A GREAT MOVIE. Nothing like it--luminous, vivid, cleverly written and cast. Just a perfect film, really. Nothing wrong with it. In my favorite scene, Channe and Francis are in class when Francis is visited by his mother (Jane Birkin), with whom he has offered a performance in class. Channe has no idea what's about to come, and neither do the giggling classmates. Side note: while working at Kim's Video in Manhattan, the star of this scene, Anthony Ross-Costanzo (who was nominated for an Independant Spirit Award for his supporting performance, and deserved an Oscar nomination as well) came ambling up to the counter where I was stationed. I recognized him immediately!! I said "Oh, my God! Anthony Ross-Costanzo, right?" and he was SHOCKED. He said I was the first person who ever recognized him. I told him I loved Soldier's Daughter, and he stated laughingly that I was one of the ten people who'd seen it. He was very flattered by my recognition and said he was going to be having dinner with James Ivory soon and that he'd mention how much I liked the movie! (I was blown away by the notion of my love of the film being discussed in this fashion, as Ivory is one of the greatest directors alive.) I asked him why he didn't do more movie work, and he said he was too busy singing, which makes sense as you will see. He told me that Ivory didn't tell Sobieski what he was going to do in front of the class, which is how he got such a strong reaction from her. Anthony then nicely pointed out that the store needed to move the James Ivory films out of the British section and into the American Directors section. I said "Yeah, I know...we'll get on that, man." But Ivory's work is still stubbornly stuck there in UK section beside the David Lean and Mike Leigh movies, dang it!
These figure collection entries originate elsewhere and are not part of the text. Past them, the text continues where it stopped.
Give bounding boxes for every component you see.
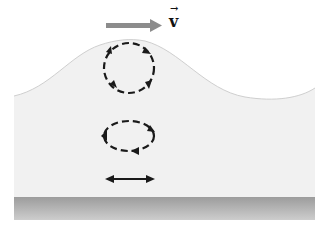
water-body — [14, 40, 315, 197]
velocity-label: → v — [169, 12, 178, 31]
sea-floor — [14, 197, 315, 220]
velocity-arrow — [106, 19, 162, 32]
wave-diagram — [0, 0, 330, 231]
vector-arrow-icon: → — [170, 3, 178, 14]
Finally, I will highlight a scene from Ken Russell's highly underrated film version of the Who's rock opera, Tommy, about the deaf, dumb and blind kid (Who front-man Roger Daltry) who sure plays a mean pinball. Everybody knows the story. The cast is filled with rocking legends: Elton John (as the giant-booted Pinball Wizard), Tina Turner (the leggy, overstimulated Acid Queen), Eric Clapton (a blues-spounting priest at a church that worships graven images of Marilyn Monroe), Who drummer Keith Moon (the devious Uncle Ernie), now-forgotten Brit-rocker Paul Nicholas (as pain-in-the-ass Cousin Kevin), Jack Nicholson (yes, he sings), and Oliver Reed (he sort of does too). But the movie is stolen hands down by the busty, sexy, incredible Ann-Margret, playing Tommy's mother, whom we follow from her late teens to her middle-age. Ann won her second Oscar nomination for this spellbinding role. In fact, she's so great, I have to show you two scenes. I just can't pick between the two. Both are SO stunning. In the first, we see how Tommy is shocked into his affliction. His real father (Robert Powell) has supposedly died in the war, and his mother is about to have sex with her new husband-to-be Oliver Reed. But Tommy's disfigured dad makes a surprise return and the results are terrifying. The direction here is hot and jolting; when I saw this at nine years old, it really affected me deeply--perhaps you could say it even wounded me. But I greatly treasure the scar it left.


Now this is the thing that landed Ann the Oscar nom and and won her a Golden Globe. This is not only because she was positively volcanic, but because she performed so joyously in the sloppy climactic muck of this famous bit, which I will now set up for you: Tommy has just won the pinball championship and bested Elton's Wizard. Mom is at home watching the spactacle on TV, surrounded by riches in her all-white bedroom, but disappointed still in how life has turned out for her and her mentally-blocked son. By the end of this notorious number, you will know that Ann-Margret earned her paycheck the day or three this was filmed. By the way, I must say here that I could not get enough of Tommy when I was a kid; I'd say that, next to 2001: A Space Odyssey, it's the movie I've seen the most on the big screen--maybe about 40 times. For a music- and movie-loving kid with a fascination with pop art and beautiful women, this scene and this film itself was, ironically, a goddamn eye- and ear-opener. As the ads for Tommy promised, my senses would never be the same.


Pretty good tunes, huh? Love 'em, love 'em, love 'em to pieces.